Medical identity theft is often not immediately identified by a patient or their provider, giving criminals years to milk such credentials. That makes medical data more valuable than credit cards, which tend to be quickly canceled by banks once fraud is detected.

Stolen health credentials can go for $10 each, about 10 or 20 times the value of a U.S. credit card number, according to Don Jackson, director of threat intelligence at PhishLabs, a cyber crime protection company.

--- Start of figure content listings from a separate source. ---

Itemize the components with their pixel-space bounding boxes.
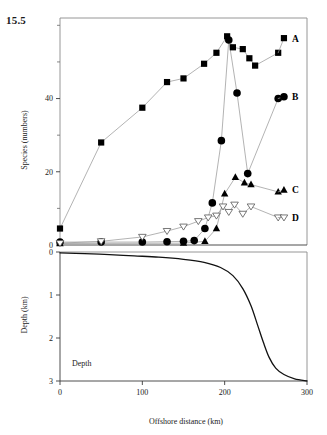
depth-axis-tick-labels: 0123 <box>49 248 53 386</box>
series-marker-B <box>218 137 226 145</box>
legend-label-D: D <box>292 213 299 223</box>
series-marker-A <box>201 61 207 67</box>
species-axis-tick-labels: 02040 <box>45 94 53 249</box>
series-marker-C <box>241 179 248 186</box>
species-axis-ticks <box>56 25 60 245</box>
series-marker-C <box>213 225 220 232</box>
species-data-markers <box>56 33 282 246</box>
depth-y-tick-label: 2 <box>49 334 53 343</box>
series-marker-A <box>246 55 252 61</box>
series-line-D <box>60 205 278 243</box>
series-marker-A <box>213 50 219 56</box>
x-tick-label: 0 <box>58 388 62 397</box>
series-marker-A <box>57 225 63 231</box>
x-axis-tick-labels: 0100200300 <box>58 388 313 397</box>
series-line-C <box>60 177 278 243</box>
series-marker-A <box>252 62 258 68</box>
legend-label-C: C <box>292 185 299 195</box>
species-y-tick-label: 20 <box>45 168 53 177</box>
x-tick-label: 100 <box>136 388 148 397</box>
x-axis-title: Offshore distance (km) <box>149 417 223 426</box>
series-marker-D <box>225 209 233 215</box>
series-marker-A <box>240 46 246 52</box>
legend-marker-C <box>280 186 287 193</box>
series-marker-A <box>98 139 104 145</box>
depth-panel-frame <box>60 252 307 381</box>
scientific-figure-canvas: 02040 Species (numbers) ABCD 0123 Depth … <box>0 0 327 435</box>
x-tick-label: 200 <box>219 388 231 397</box>
series-marker-B <box>233 89 241 97</box>
depth-y-tick-label: 1 <box>49 291 53 300</box>
series-marker-A <box>164 79 170 85</box>
species-panel: 02040 Species (numbers) ABCD <box>20 18 307 250</box>
x-axis-ticks <box>60 381 307 385</box>
series-marker-B <box>190 237 198 245</box>
legend-marker-A <box>281 35 287 41</box>
species-frame-path <box>60 18 307 245</box>
series-marker-A <box>139 105 145 111</box>
figure-root: 15.5 02040 Species (numbers) ABCD 0123 D… <box>0 0 327 435</box>
depth-profile-curve <box>60 253 307 381</box>
depth-y-tick-label: 0 <box>49 248 53 257</box>
series-marker-B <box>201 225 209 233</box>
depth-y-axis-title: Depth (km) <box>20 296 29 333</box>
legend-label-B: B <box>292 92 299 102</box>
series-line-A <box>60 36 278 228</box>
depth-panel: 0123 Depth (km) Depth <box>20 248 307 386</box>
series-marker-D <box>195 219 203 225</box>
series-marker-D <box>239 211 247 217</box>
legend-marker-B <box>280 93 288 101</box>
depth-y-tick-label: 3 <box>49 377 53 386</box>
species-y-axis-title: Species (numbers) <box>20 110 29 170</box>
legend-marker-D <box>280 215 288 221</box>
x-tick-label: 300 <box>301 388 313 397</box>
depth-axis-ticks <box>56 252 60 381</box>
series-marker-B <box>244 170 252 178</box>
series-marker-B <box>163 238 171 246</box>
series-marker-B <box>225 36 233 44</box>
series-marker-A <box>180 75 186 81</box>
species-panel-frame <box>60 18 307 245</box>
series-marker-A <box>230 44 236 50</box>
series-marker-D <box>204 215 212 221</box>
depth-frame-path <box>60 252 307 381</box>
series-marker-C <box>221 190 228 197</box>
series-marker-C <box>232 173 239 180</box>
legend-label-A: A <box>292 34 299 44</box>
series-marker-B <box>209 199 217 207</box>
depth-inline-annotation: Depth <box>72 359 92 368</box>
shared-x-axis: 0100200300 Offshore distance (km) <box>58 381 313 426</box>
species-y-tick-label: 40 <box>45 94 53 103</box>
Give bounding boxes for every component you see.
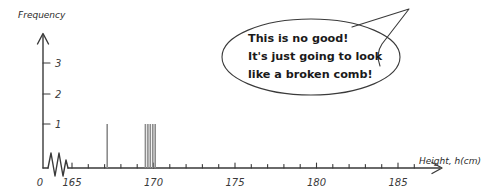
x-tick-label-185: 185 <box>388 177 407 188</box>
y-tick-marks <box>43 63 50 124</box>
y-axis-title: Frequency <box>18 10 66 20</box>
x-axis-origin-label: 0 <box>37 177 43 188</box>
y-axis-group <box>38 34 49 169</box>
speech-bubble-line-1: This is no good! <box>248 32 348 45</box>
bar-series <box>106 124 156 168</box>
y-tick-label-3: 3 <box>55 58 61 69</box>
bar-spike <box>145 124 147 168</box>
x-tick-label-170: 170 <box>144 177 163 188</box>
bar-spike <box>152 124 154 168</box>
speech-bubble-line-2: It's just going to look <box>248 50 383 63</box>
bar-spike <box>106 124 108 168</box>
bar-spike <box>154 124 156 168</box>
axis-break-zigzag <box>48 153 68 176</box>
x-tick-label-175: 175 <box>225 177 244 188</box>
x-tick-label-165: 165 <box>62 177 81 188</box>
x-tick-label-180: 180 <box>307 177 326 188</box>
x-tick-marks <box>72 163 414 168</box>
bar-spike <box>147 124 149 168</box>
chart-svg: 1 2 3 Frequency <box>0 0 482 194</box>
x-axis-title: Height, h(cm) <box>419 156 481 166</box>
speech-bubble: This is no good! It's just going to look… <box>222 9 409 95</box>
y-tick-label-1: 1 <box>55 119 61 130</box>
bar-spike <box>150 124 152 168</box>
speech-bubble-line-3: like a broken comb! <box>248 68 373 81</box>
y-tick-label-2: 2 <box>55 89 61 100</box>
figure-canvas: 1 2 3 Frequency <box>0 0 482 194</box>
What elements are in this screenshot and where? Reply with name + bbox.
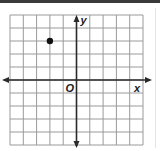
- y-axis-label: y: [80, 14, 88, 26]
- origin-label: O: [66, 82, 75, 94]
- data-point: [47, 38, 53, 44]
- coordinate-plane: x y O: [0, 0, 160, 151]
- y-axis-up-arrow-icon: [74, 15, 80, 22]
- plotted-points: [47, 38, 53, 44]
- x-axis-right-arrow-icon: [145, 77, 152, 83]
- x-axis-label: x: [133, 82, 141, 94]
- x-axis-left-arrow-icon: [2, 77, 9, 83]
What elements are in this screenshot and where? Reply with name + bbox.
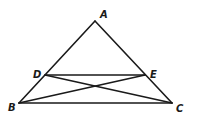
triangle-diagram: A D E B C xyxy=(0,0,197,124)
segments xyxy=(19,21,172,103)
segment-AB xyxy=(19,21,95,103)
label-C: C xyxy=(176,103,184,114)
label-A: A xyxy=(99,9,108,20)
label-D: D xyxy=(33,69,41,80)
label-E: E xyxy=(150,69,157,80)
segment-AC xyxy=(95,21,172,103)
label-B: B xyxy=(8,102,16,113)
vertex-labels: A D E B C xyxy=(8,9,184,114)
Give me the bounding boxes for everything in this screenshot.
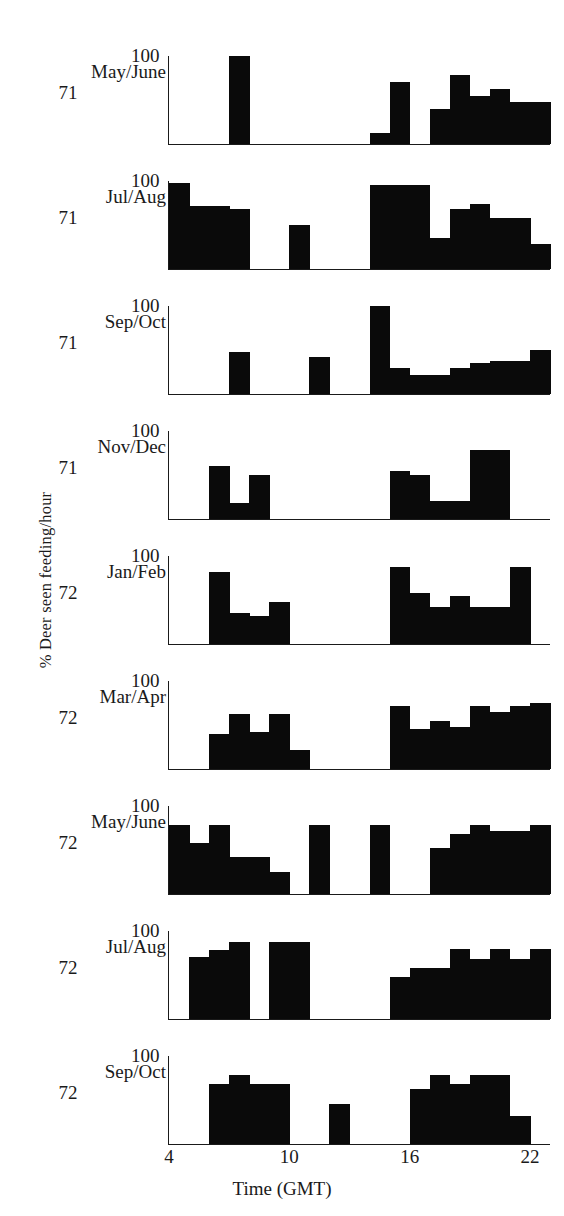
bar xyxy=(510,218,531,269)
panel-sep-oct-72: Sep/Oct72100 xyxy=(0,1024,564,1149)
plot-area xyxy=(169,431,550,519)
bar xyxy=(410,729,431,769)
bar xyxy=(249,857,270,894)
bar-group xyxy=(169,931,550,1019)
bar xyxy=(229,613,250,644)
panel-row-label: May/June72 xyxy=(0,812,166,853)
bar-group xyxy=(169,181,550,269)
bar xyxy=(490,712,511,769)
bar xyxy=(450,1084,471,1144)
bar xyxy=(510,361,531,394)
x-axis-line xyxy=(168,394,550,395)
bar xyxy=(530,244,551,269)
panel-row-label: Nov/Dec71 xyxy=(0,437,166,478)
bar xyxy=(229,857,250,894)
panel-year: 72 xyxy=(0,833,166,854)
bar xyxy=(249,616,270,644)
bar xyxy=(390,368,411,394)
bar xyxy=(510,1116,531,1144)
bar xyxy=(269,872,290,894)
bar-group xyxy=(169,56,550,144)
bar xyxy=(269,942,290,1019)
x-axis-line xyxy=(168,519,550,520)
bar xyxy=(209,1084,230,1144)
bar xyxy=(390,567,411,644)
bar xyxy=(229,714,250,769)
bar-group xyxy=(169,556,550,644)
x-axis-line xyxy=(168,144,550,145)
plot-area xyxy=(169,56,550,144)
bar xyxy=(470,96,491,144)
bar xyxy=(370,825,391,894)
bar xyxy=(510,102,531,144)
bar xyxy=(430,968,451,1019)
bar xyxy=(490,831,511,894)
bar xyxy=(390,706,411,769)
bar xyxy=(470,607,491,644)
panel-year: 71 xyxy=(0,208,166,229)
panel-row-label: Jul/Aug71 xyxy=(0,187,166,228)
bar xyxy=(289,942,310,1019)
bar xyxy=(470,825,491,894)
bar xyxy=(269,602,290,644)
y-axis-top-tick: 100 xyxy=(131,296,160,315)
y-axis-top-tick: 100 xyxy=(131,921,160,940)
bar xyxy=(269,714,290,769)
x-axis-tick-labels: 4101622 xyxy=(0,1146,564,1172)
plot-area xyxy=(169,181,550,269)
bar xyxy=(309,825,330,894)
panel-may-june-71: May/June71100 xyxy=(0,24,564,149)
panel-may-june-72: May/June72100 xyxy=(0,774,564,899)
bar xyxy=(470,959,491,1019)
panel-nov-dec-71: Nov/Dec71100 xyxy=(0,399,564,524)
bar xyxy=(430,238,451,269)
bar xyxy=(370,185,391,269)
x-axis-label: Time (GMT) xyxy=(0,1178,564,1200)
bar xyxy=(189,957,210,1019)
plot-area xyxy=(169,806,550,894)
y-axis-top-tick: 100 xyxy=(131,796,160,815)
x-axis-line xyxy=(168,269,550,270)
y-axis-top-tick: 100 xyxy=(131,421,160,440)
panel-jul-aug-72: Jul/Aug72100 xyxy=(0,899,564,1024)
bar xyxy=(410,968,431,1019)
bar xyxy=(390,82,411,144)
bar xyxy=(390,185,411,269)
bar xyxy=(209,572,230,644)
panel-year: 72 xyxy=(0,1083,166,1104)
bar-group xyxy=(169,1056,550,1144)
bar xyxy=(249,1084,270,1144)
panel-sep-oct-71: Sep/Oct71100 xyxy=(0,274,564,399)
y-axis-top-tick: 100 xyxy=(131,1046,160,1065)
bar xyxy=(490,361,511,394)
y-axis-top-tick: 100 xyxy=(131,546,160,565)
y-axis-top-tick: 100 xyxy=(131,671,160,690)
panel-year: 72 xyxy=(0,708,166,729)
bar xyxy=(289,225,310,269)
panel-jul-aug-71: Jul/Aug71100 xyxy=(0,149,564,274)
bar xyxy=(490,218,511,269)
bar xyxy=(410,375,431,394)
bar xyxy=(370,133,391,144)
plot-area xyxy=(169,681,550,769)
bar xyxy=(490,607,511,644)
panel-year: 71 xyxy=(0,458,166,479)
bar xyxy=(450,727,471,769)
panel-year: 72 xyxy=(0,583,166,604)
panel-year: 71 xyxy=(0,333,166,354)
bar xyxy=(490,1075,511,1144)
panel-row-label: Jul/Aug72 xyxy=(0,937,166,978)
y-axis-top-tick: 100 xyxy=(131,171,160,190)
bar xyxy=(390,471,411,519)
bar xyxy=(470,363,491,394)
bar xyxy=(490,949,511,1019)
bar xyxy=(450,501,471,519)
bar xyxy=(470,450,491,519)
bar xyxy=(490,89,511,144)
bar xyxy=(530,949,551,1019)
bar xyxy=(329,1104,350,1144)
bar xyxy=(510,706,531,769)
plot-area xyxy=(169,931,550,1019)
bar xyxy=(169,825,190,894)
bar xyxy=(169,183,190,269)
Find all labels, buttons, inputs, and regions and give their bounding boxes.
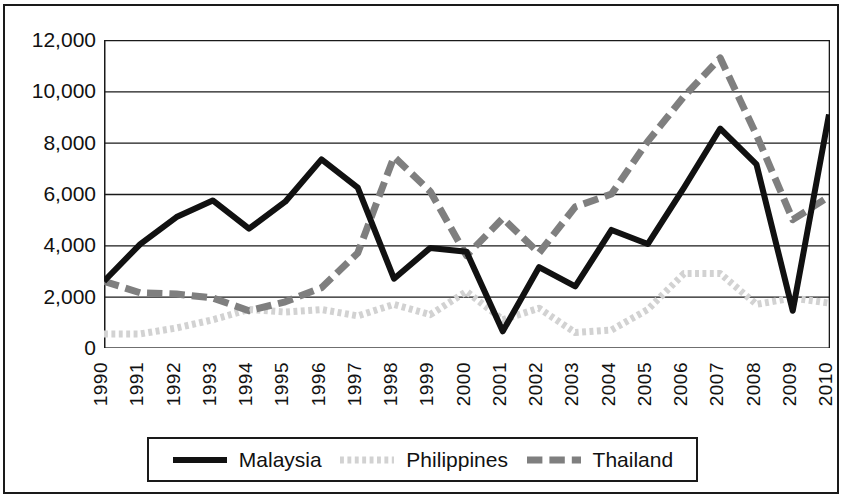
x-axis-tick-label: 1997 (345, 362, 371, 406)
x-axis-tick-label: 1993 (200, 362, 226, 406)
line-chart-svg (104, 40, 830, 348)
plot-area (104, 40, 830, 348)
x-axis-tick-label: 1996 (309, 362, 335, 406)
x-axis-tick-label: 1992 (164, 362, 190, 406)
legend-item-malaysia[interactable]: Malaysia (172, 448, 322, 472)
x-axis-tick-label: 2007 (707, 362, 733, 406)
legend-label: Thailand (593, 448, 674, 472)
legend-label: Philippines (406, 448, 508, 472)
x-axis-tick-label: 1991 (127, 362, 153, 406)
x-axis-tick-label: 2009 (780, 362, 806, 406)
legend-label: Malaysia (239, 448, 322, 472)
x-axis-tick-label: 1990 (91, 362, 117, 406)
legend-swatch-solid (172, 453, 228, 467)
x-axis-tick-label: 2003 (562, 362, 588, 406)
legend-item-philippines[interactable]: Philippines (339, 448, 508, 472)
x-axis-tick-label: 1999 (417, 362, 443, 406)
legend-item-thailand[interactable]: Thailand (526, 448, 674, 472)
x-axis-tick-label: 2010 (816, 362, 842, 406)
legend-swatch-dotted (339, 453, 395, 467)
x-axis-tick-label: 2001 (490, 362, 516, 406)
x-axis-tick-label: 2000 (454, 362, 480, 406)
x-axis-tick-label: 2004 (599, 362, 625, 406)
x-axis-tick-label: 2002 (526, 362, 552, 406)
x-axis-tick-label: 1998 (381, 362, 407, 406)
x-axis-tick-label: 1994 (236, 362, 262, 406)
series-line-malaysia (104, 114, 829, 331)
x-axis-tick-label: 2008 (744, 362, 770, 406)
x-axis-tick-label: 1995 (272, 362, 298, 406)
legend-swatch-dashed (526, 453, 582, 467)
chart-legend: MalaysiaPhilippinesThailand (147, 437, 698, 482)
x-axis-tick-label: 2005 (635, 362, 661, 406)
chart-figure: 02,0004,0006,0008,00010,00012,000 199019… (0, 0, 844, 500)
x-axis-tick-label: 2006 (671, 362, 697, 406)
series-line-philippines (104, 274, 829, 334)
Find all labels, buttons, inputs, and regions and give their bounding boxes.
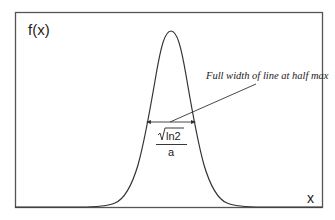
annotation-text: Full width of line at half max bbox=[205, 70, 329, 81]
y-axis-label: f(x) bbox=[28, 21, 50, 38]
gaussian-curve bbox=[15, 31, 322, 207]
x-axis-label: x bbox=[307, 190, 314, 206]
annotation-leader-line bbox=[170, 84, 256, 122]
fwhm-denominator: a bbox=[168, 146, 175, 158]
gaussian-diagram: f(x) x Full width of line at half max ln… bbox=[0, 0, 335, 220]
fwhm-numerator: ln2 bbox=[166, 130, 181, 142]
plot-frame bbox=[16, 13, 323, 208]
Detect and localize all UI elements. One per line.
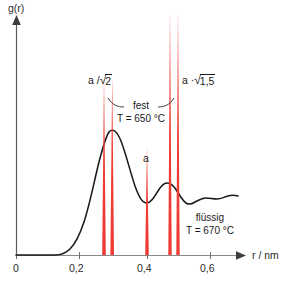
sqrt-group-left: √2 — [100, 73, 112, 88]
peak-label-a-times-sqrt15: a ·√1,5 — [182, 73, 215, 88]
leader-line-left — [108, 98, 124, 107]
bragg-peak-3a — [168, 11, 171, 255]
radial-distribution-function-chart: g(r) r / nm 0 0,2 0,4 0,6 a /√2 a ·√1,5 … — [0, 0, 293, 281]
bragg-peak-3b — [176, 11, 179, 255]
sqrt-group-right: √1,5 — [194, 73, 215, 88]
sqrt-radicand-right: 1,5 — [200, 74, 216, 87]
solid-temperature-label: T = 650 °C — [108, 113, 174, 125]
sqrt-radicand-left: 2 — [105, 74, 112, 87]
leader-line-right — [158, 98, 174, 107]
peak-label-a-times-sqrt15-prefix: a · — [182, 74, 194, 86]
solid-bragg-peaks — [102, 11, 180, 255]
bragg-peak-1a — [102, 76, 106, 255]
x-tick-label-0: 0 — [13, 262, 19, 274]
peak-label-a: a — [143, 152, 149, 164]
x-axis-label: r / nm — [252, 249, 279, 261]
peak-label-a-over-sqrt2-prefix: a / — [88, 74, 100, 86]
y-axis-label: g(r) — [8, 2, 24, 14]
x-tick-label-0-2: 0,2 — [69, 262, 84, 274]
peak-label-a-over-sqrt2: a /√2 — [88, 73, 112, 88]
chart-canvas — [0, 0, 293, 281]
liquid-temperature-label: T = 670 °C — [177, 225, 243, 237]
x-tick-label-0-4: 0,4 — [137, 262, 152, 274]
liquid-phase-label: flüssig — [187, 212, 233, 224]
y-axis-arrow — [12, 15, 21, 25]
x-axis-arrow — [236, 251, 246, 260]
solid-phase-label: fest — [124, 100, 158, 112]
x-tick-label-0-6: 0,6 — [200, 262, 215, 274]
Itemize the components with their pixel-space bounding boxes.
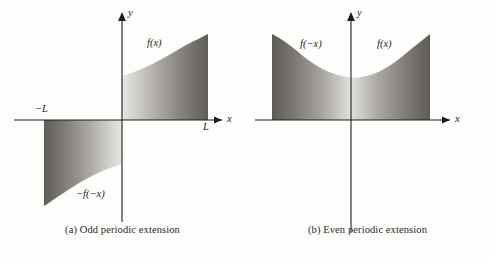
y-axis-arrow-icon: [347, 12, 355, 21]
figure-container: y x −L L f(x) −f(−x) (a) Odd periodic ex…: [0, 0, 490, 259]
curve-label-neg-f-of-neg-x: −f(−x): [76, 188, 105, 199]
y-axis-label: y: [128, 7, 133, 18]
curve-label-f-of-x: f(x): [147, 37, 162, 48]
caption-panel-a: (a) Odd periodic extension: [0, 224, 245, 235]
area-f-of-x-positive: [122, 34, 208, 120]
x-axis-arrow-icon: [442, 117, 450, 124]
x-tick-label-minus-L: −L: [35, 103, 48, 114]
x-axis-label: x: [227, 113, 232, 124]
x-axis-arrow-icon: [214, 117, 222, 124]
curve-label-f-of-neg-x: f(−x): [300, 38, 322, 49]
y-axis-label: y: [357, 7, 362, 18]
caption-panel-b: (b) Even periodic extension: [245, 224, 490, 235]
y-axis-arrow-icon: [118, 12, 126, 21]
panel-odd-periodic-extension: y x −L L f(x) −f(−x) (a) Odd periodic ex…: [0, 0, 245, 259]
panel-even-periodic-extension: y x f(−x) f(x) (b) Even periodic extensi…: [245, 0, 490, 259]
curve-label-f-of-x: f(x): [377, 38, 392, 49]
plot-even-periodic-extension: [245, 0, 490, 259]
x-tick-label-L: L: [203, 121, 209, 132]
x-axis-label: x: [455, 113, 460, 124]
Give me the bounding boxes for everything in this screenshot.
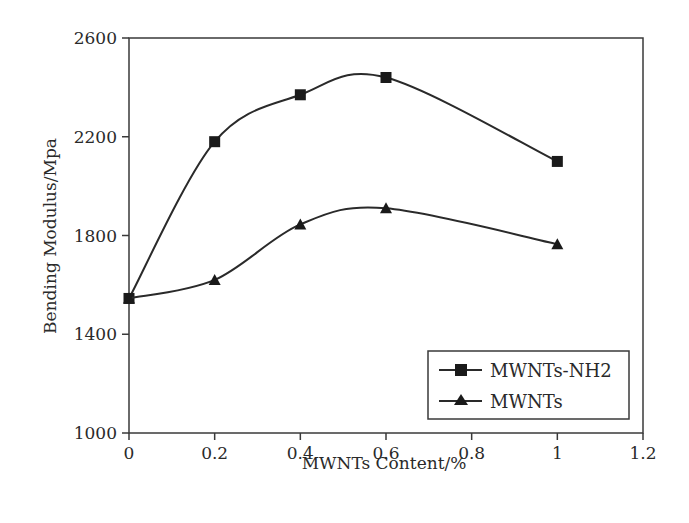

He obtained the data by monitoring underground exchanges where hackers sell the information.

What about the strategic storage and use of your data?  Did you happen to notice that one of the giant corporations listed earlier in this post is also a massive, nationwide health insurer?  For that entity, every bit of granular data it can extract about your employees allows it to increase your premium as well as its shareholders’ profits.  Employer health plans should always follow one simple rule in health data management – never, under any circumstance, disclose more about employee health status that absolutely necessary under the law.  I generally take this rule one step further as a broker and attorney working in the field.  I never, under any circumstances, want to obtain or possess any health or private information than is absolutely necessary under the law.  Possessing or knowing that data, or, allowing it to be held in more places than necessary simply open up the employer to more liability and headaches than necessary.  

Employers will be presented with countless advertisements and arguments for installing some form of health-tracking application as we consider how to return to the workplace.  And I know that many of these arguments will be good ones.  I just fear that the counterbalancing arguments in favor of liberty, privacy and lawful data protection will be outweighed in this process as there won’t be any gigantic multinational corporations lined up to profit from the sale of common sense, individual liberty and employee privacy.